FYI.

This story is over 5 years old.

Tech

Yelling Online Only Makes You Sadder, Angrier

Two new studies shed light on the troll feedback loop.

Do you ever think that trolls and other loud people on the internet feel better for having "gotten it all out" online? Perhaps if you had never witnessed sustained trolling and only had a punching bag metaphor to go on, this might make sense. In the real world, however, ranting online seems more likely to beget more ranting, as one dickish comment becomes fuel for more. Add in some retaliatory loudmouthing--giving way to an asshole feedback loop--and, soon enough, a serial internet dick is born.

Advertisement

Instead of a cleansing, we only have a slow build up of that peculiar troll rage. All hope is lost.

That's intuition speaking, and also having been there a few times yelling on the internet. A couple of new studies bear that intuition out, according to a paper out last month in the journal Cyberpsychology, Behavior, and Social Networking. The research covers two different studies, both focusing on the rant-site justrage.com ("the internet anger sponge"), in which anonymous users write things like, erm, "my mom needs to fucking die."

One study interviewed users about the "perceived value" of the sites, while the other "explored the emotional impact of reading and writing rants." The first gave researchers this: "For the 24 (75 percent) of participants who post rants, in response to an open-ended question about how they felt after ranting, all 24 of them responded by indicating that they usually feel calm and relaxed."

But ranters also reported a variety of more general and long-lasting negative effects of being angry, such as negative emotions (presumably other than anger), fights, physical harm to self, and substance abuse, among others. So, there's a short-term benefit, but overall, not so much.

The second study was a bit more quantitative, using, instead of a straight-up interview, a standardized system of mood analysis called the Differential Emotions Scale. Participants were given give five minutes to rant, and then they were scored by the researchers. The results: overall happiness went down after posting, while anger went up. If something had been "gotten out" online, it had been immediately replaced but some other sort of anger. Or, more likely, nothing was actually relieved by ranting online. Instead, the troll feedback loop persists.

The conclusion:

Taken together, the results from both studies suggest that reading and writing online rants are likely unhealthy practices as those who do them often are angrier and have more maladaptive expressions styles than others. Likewise, reading and writing online rants are associated with negative shifts in mood for the vast majority of people. The causes of these shifts in mood could not be identified from the current study, but it is likely rooted in the content of the rants they read or write.

Looking at this in the most general way possible, it makes even more sense. Trolling, ranting, and/or being a loud dick are all antisocial behaviors. And we've had a very long history here on planet Earth learning and adapting to be social creatures; we don't benefit from being antisocial. Though, one wonders what the ability to be antisocial anonymously might do to that adaption. That is, if we feel badly now after an anonymous rant, how might that change of a few hundred years of antisocial behavior without consequences?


### WHAT IS REQUIRED
Read through the listing, and wherever a line holds the word "Dates", return it.

### RECORDED DATA

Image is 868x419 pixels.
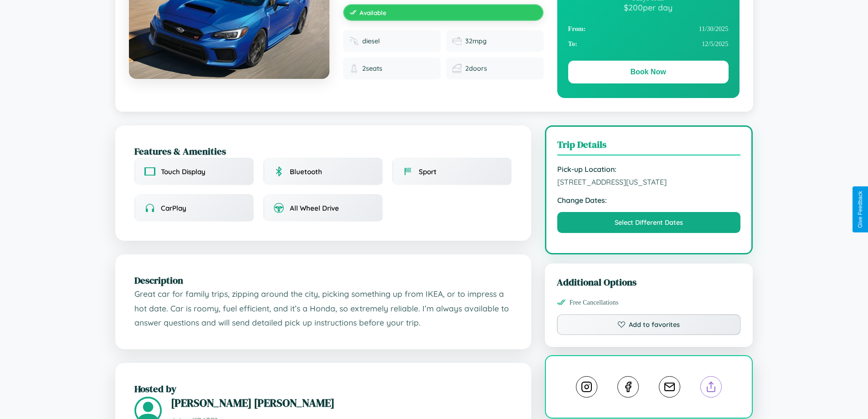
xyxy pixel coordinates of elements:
[568,40,577,48] strong: To:
[465,64,487,73] span: 2 doors
[359,9,386,17] span: Available
[557,178,740,186] span: [STREET_ADDRESS][US_STATE]
[134,274,512,286] h2: Description
[568,21,728,36] div: 11 / 30 / 2025
[557,314,741,335] button: Add to favorites
[419,167,436,176] span: Sport
[557,196,740,204] strong: Change Dates:
[134,144,512,158] h2: Features & Amenities
[568,36,728,51] div: 12 / 5 / 2025
[568,61,728,84] button: Book Now
[557,165,740,174] strong: Pick-up Location:
[568,2,728,13] div: $ 200 per day
[453,64,461,73] img: Doors
[557,212,740,233] button: Select Different Dates
[557,137,740,155] h3: Trip Details
[362,37,380,45] span: diesel
[362,64,382,73] span: 2 seats
[557,275,741,289] h3: Additional Options
[569,298,619,306] span: Free Cancellations
[289,167,322,176] span: Bluetooth
[568,25,586,33] strong: From:
[349,36,359,46] img: Fuel type
[453,36,461,46] img: Fuel efficiency
[289,204,339,212] span: All Wheel Drive
[857,191,863,228] div: Give Feedback
[161,167,206,176] span: Touch Display
[161,204,186,212] span: CarPlay
[134,382,512,395] h2: Hosted by
[465,37,486,45] span: 32 mpg
[171,395,512,410] h3: [PERSON_NAME] [PERSON_NAME]
[134,286,512,330] p: Great car for family trips, zipping around the city, picking something up from IKEA, or to impres...
[349,64,359,73] img: Seats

### OUTPUT OF THE EXERCISE
[557,196,740,204] strong: Change Dates:
[557,212,740,233] button: Select Different Dates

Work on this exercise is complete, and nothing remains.